● **Task instructions**: Reproduce the records below exactly; no pictures.

··· Records provided ···

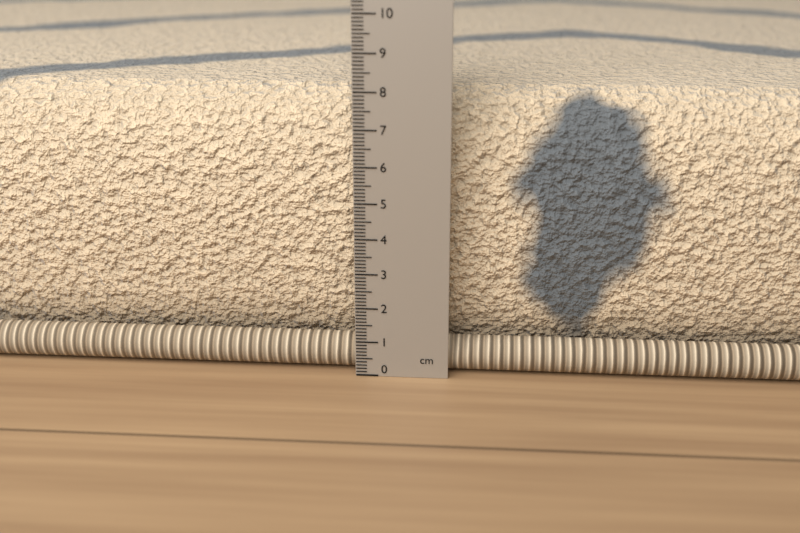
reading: 7.9 cm
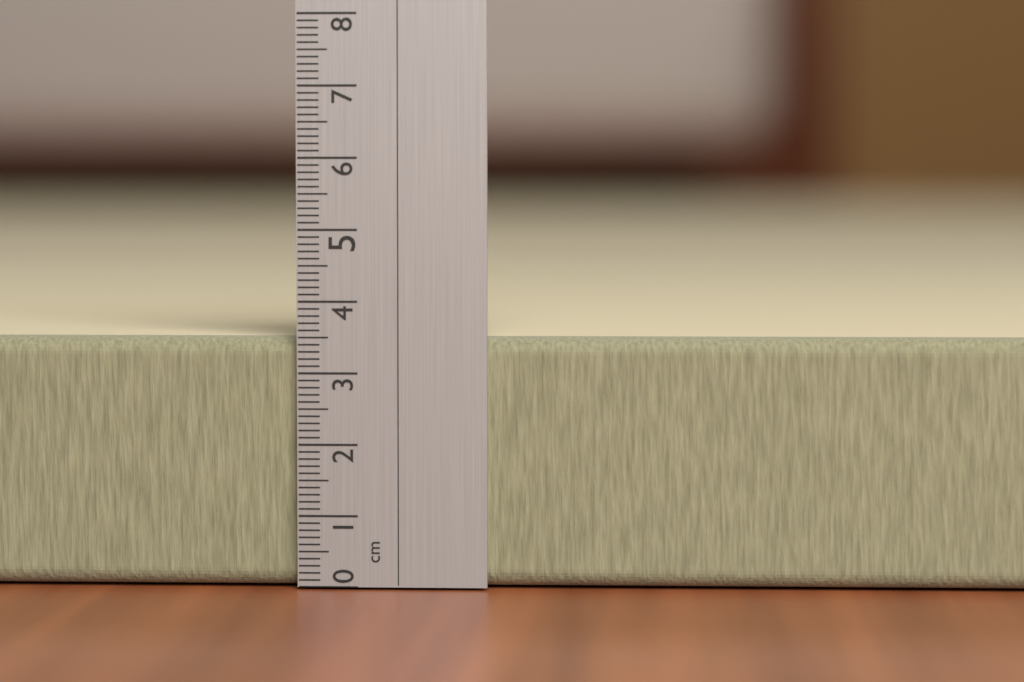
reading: 3.5 cm
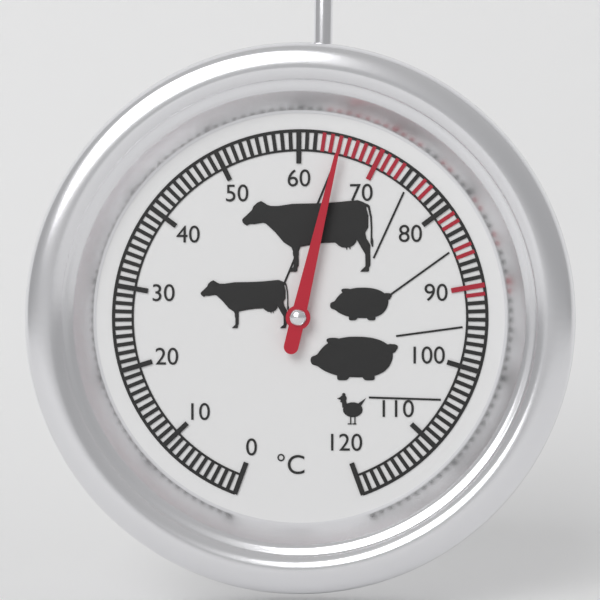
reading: 65 °C
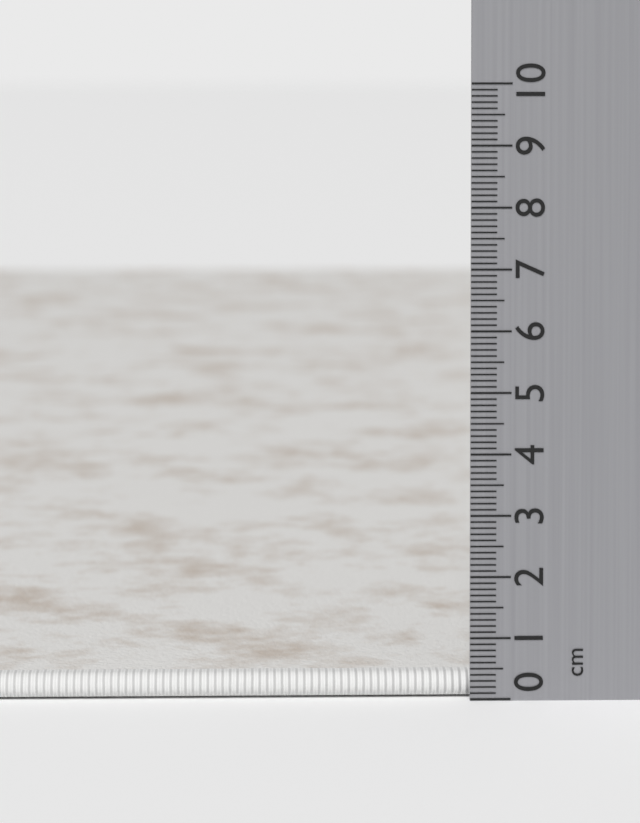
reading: 0.4 cm
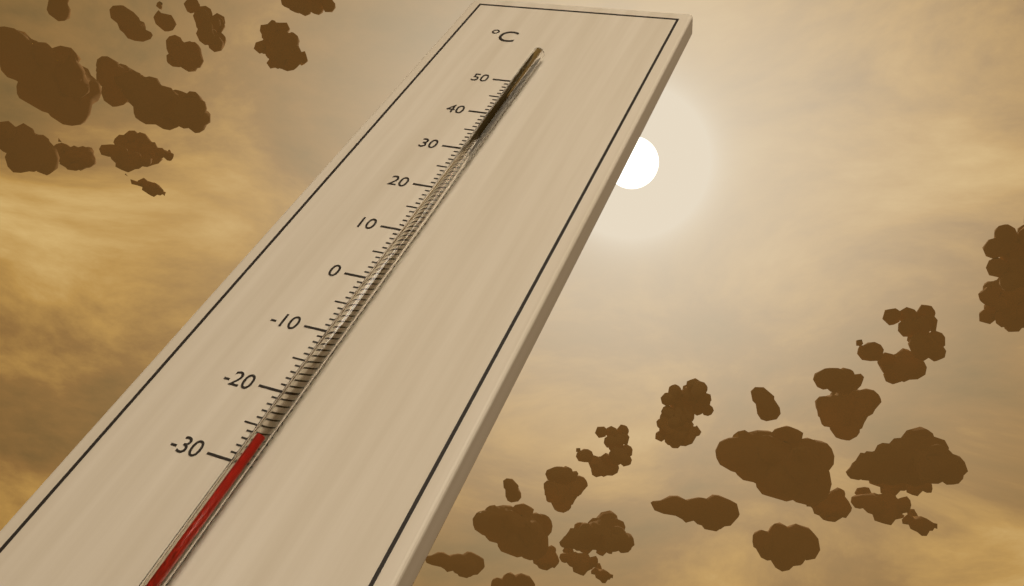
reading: -27 °C
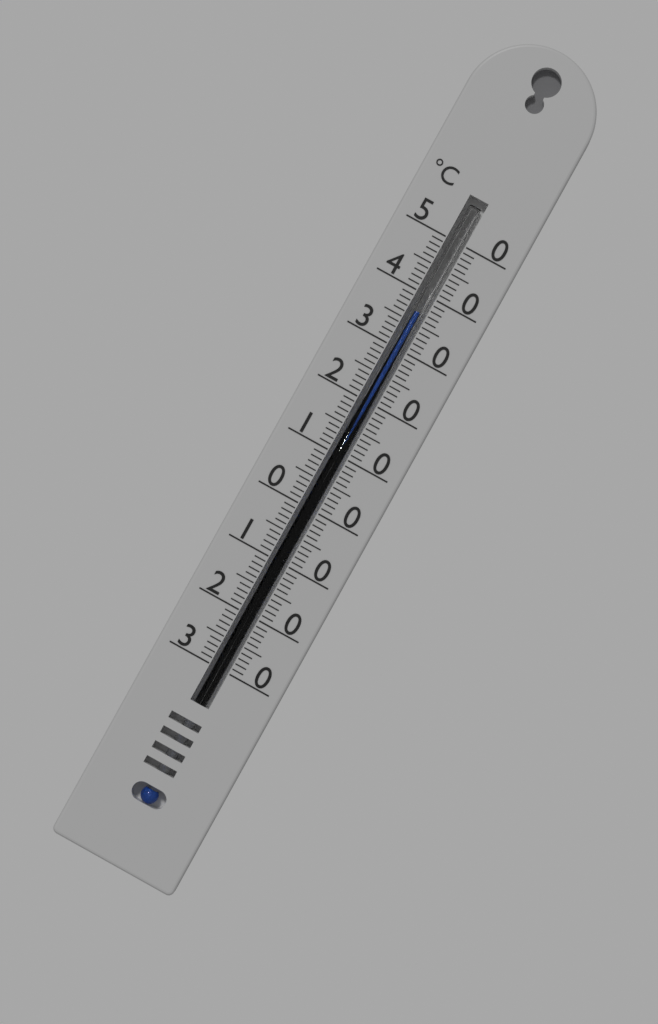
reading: 37 °C
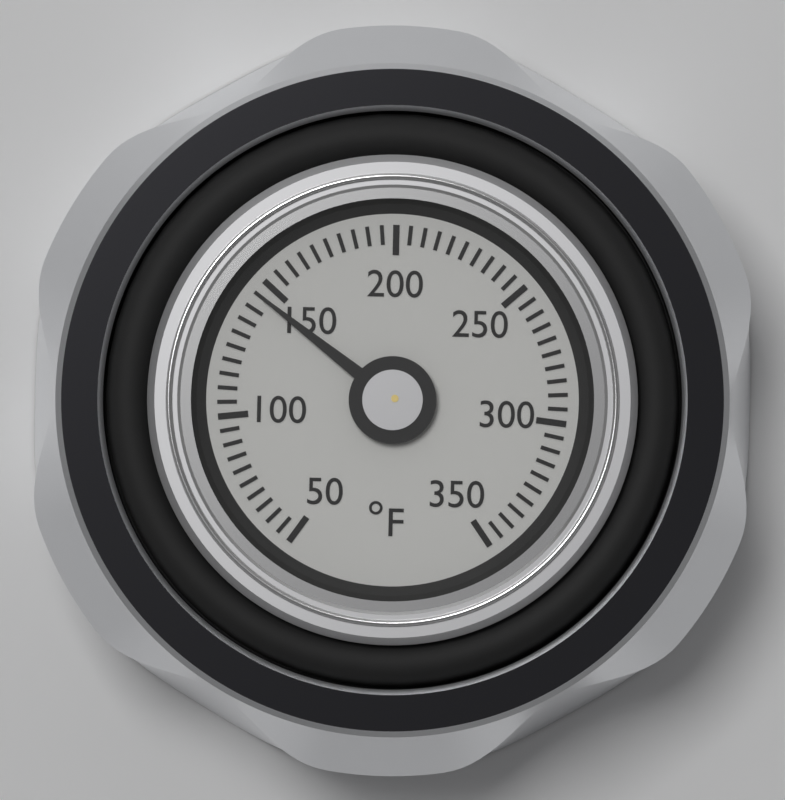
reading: 145 °F
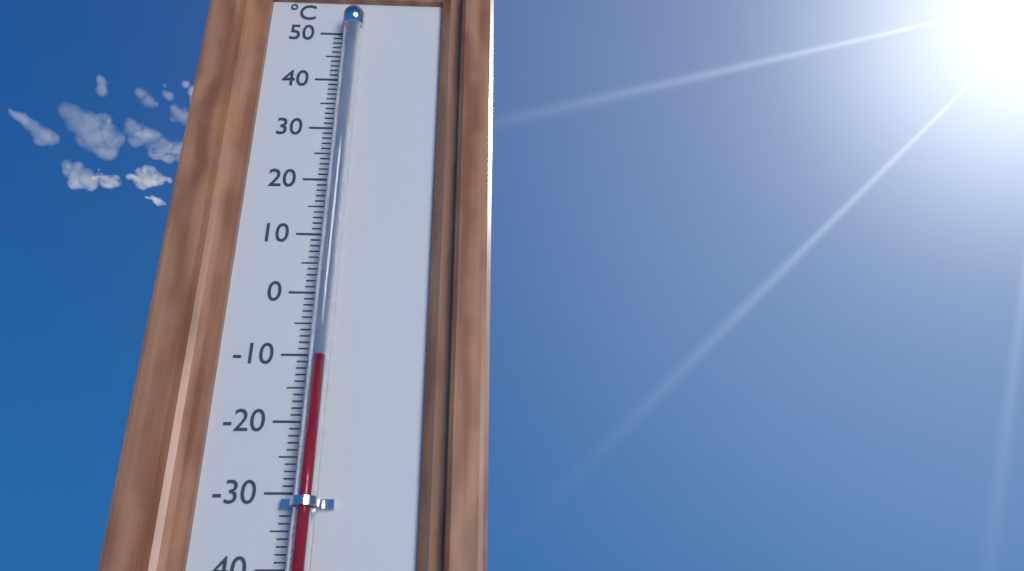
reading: -11 °C
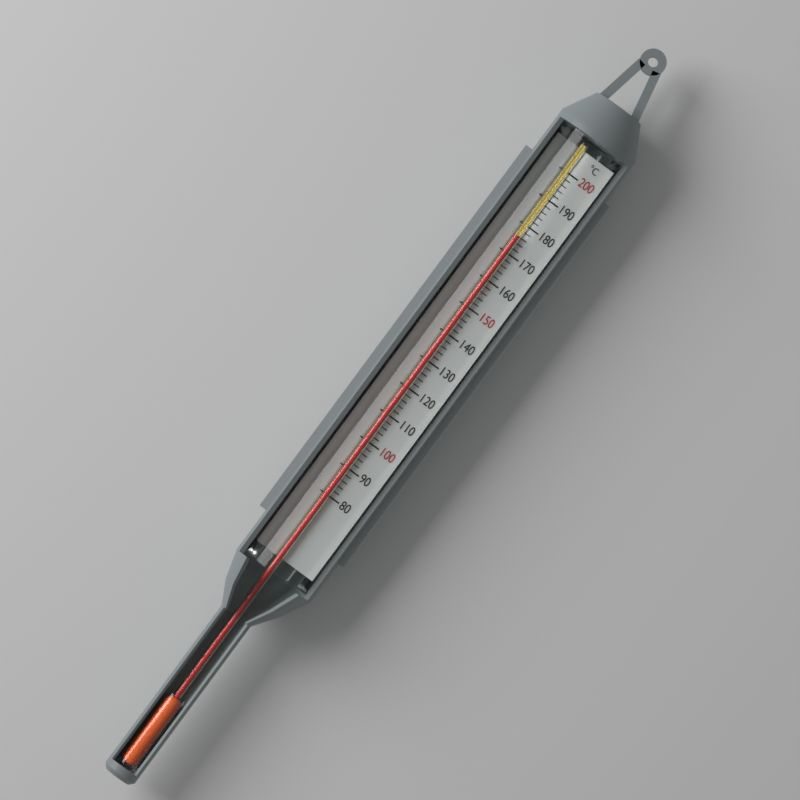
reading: 176 °C
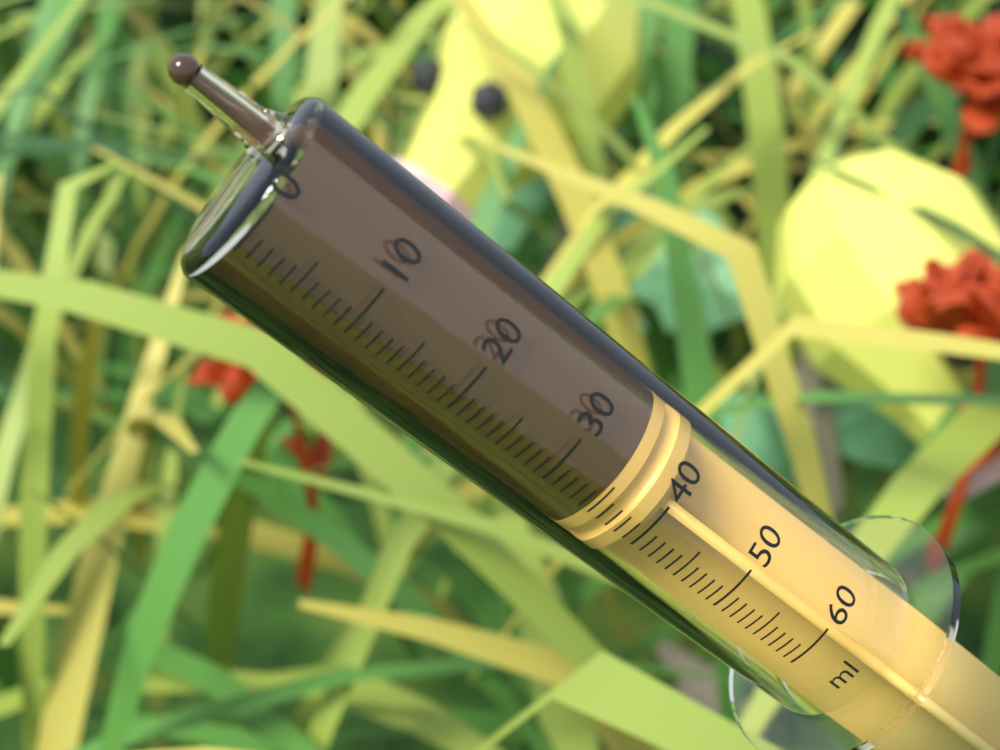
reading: 35 ml
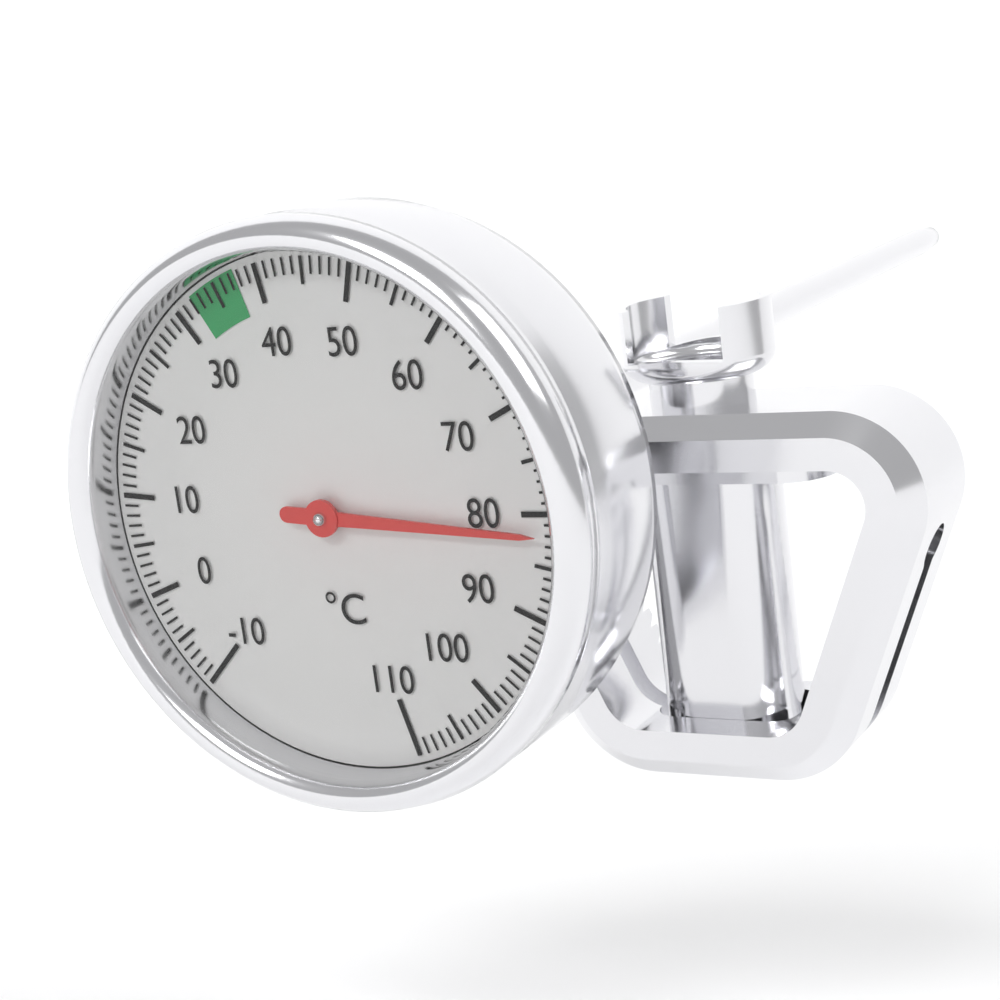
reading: 82 °C
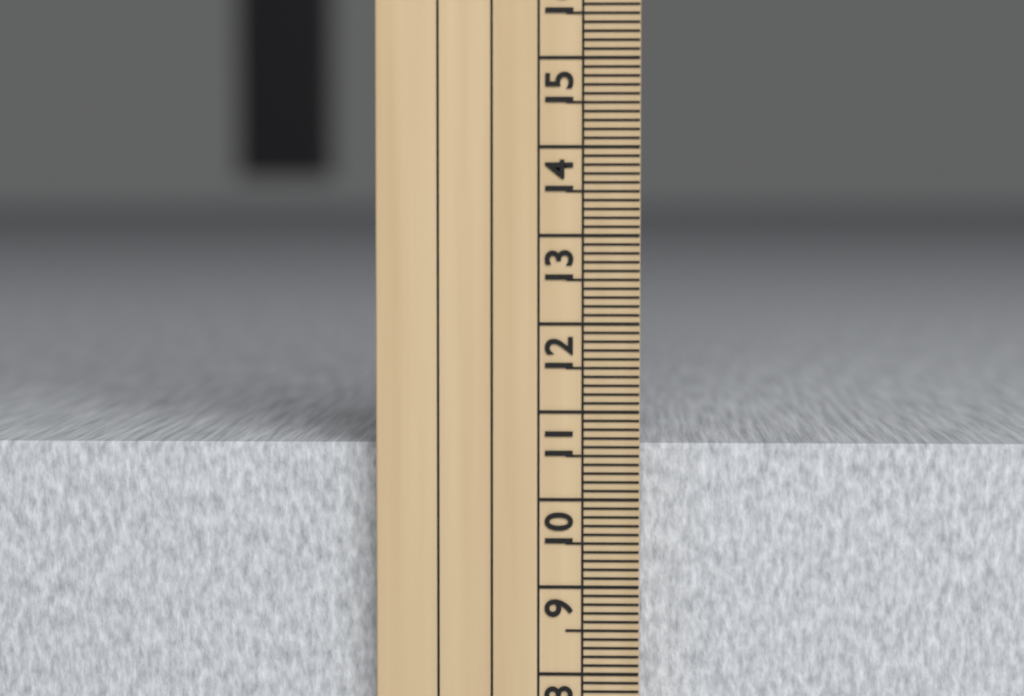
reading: 10.6 cm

···

● **Problem solution**:
reading: 7.9 cm
reading: 3.5 cm
reading: 65 °C
reading: 0.4 cm
reading: -27 °C
reading: 37 °C
reading: 145 °F
reading: -11 °C
reading: 176 °C
reading: 35 ml
reading: 82 °C
reading: 10.6 cm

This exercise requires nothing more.